[Excerpts from a dataset]
+ + + + + + +
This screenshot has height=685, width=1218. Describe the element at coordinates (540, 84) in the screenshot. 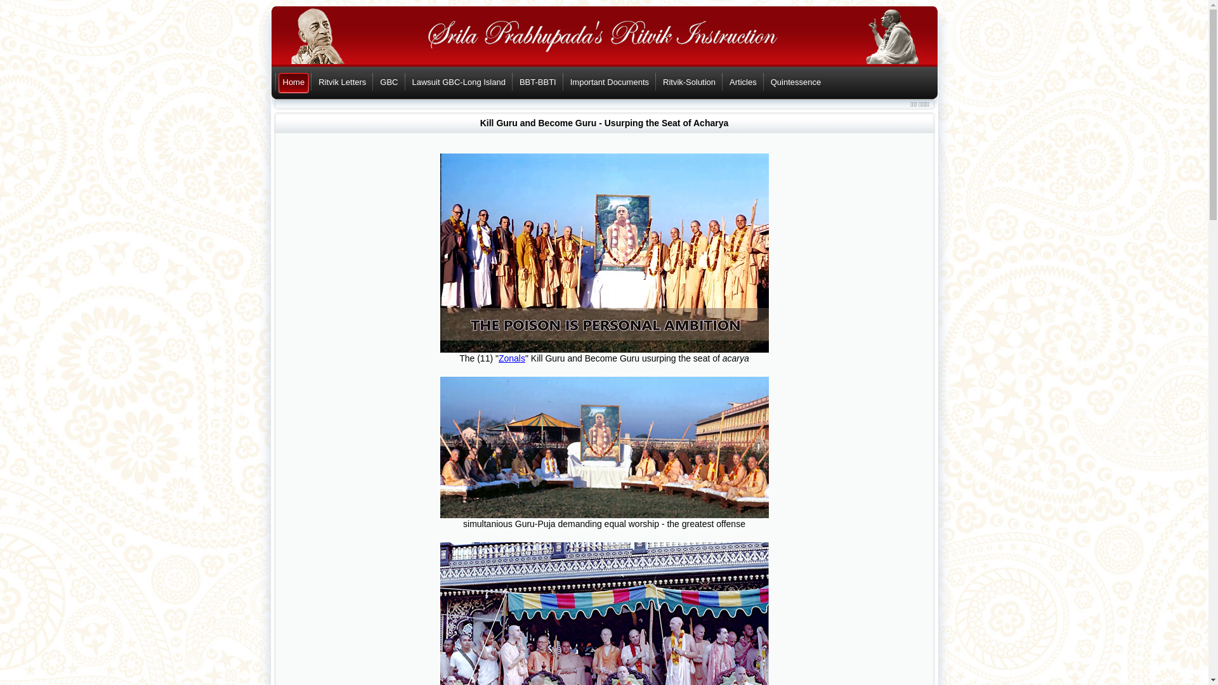

I see `BBT-BBTI Book-changes` at that location.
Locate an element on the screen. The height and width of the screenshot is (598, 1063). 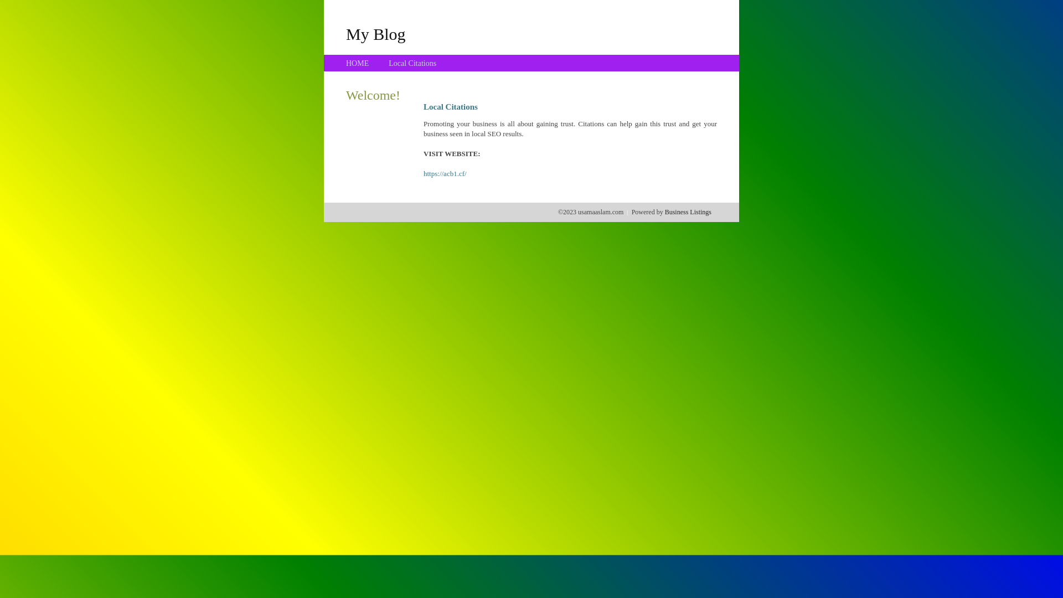
Local Citations is located at coordinates (413, 63).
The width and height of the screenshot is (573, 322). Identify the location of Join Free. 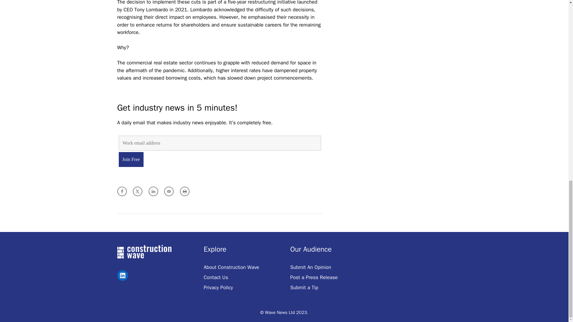
(131, 159).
+ + + + + + +
» PROMPT
The data is to be restated word for word, with any pictures set aside.

» WRITTEN ANSWER
This screenshot has height=685, width=1218. Describe the element at coordinates (540, 84) in the screenshot. 

I see `BBT-BBTI Book-changes` at that location.
Locate an element on the screen. The height and width of the screenshot is (598, 1063). 
Local Citations is located at coordinates (413, 63).
The width and height of the screenshot is (573, 322). Identify the location of Join Free. 
(131, 159).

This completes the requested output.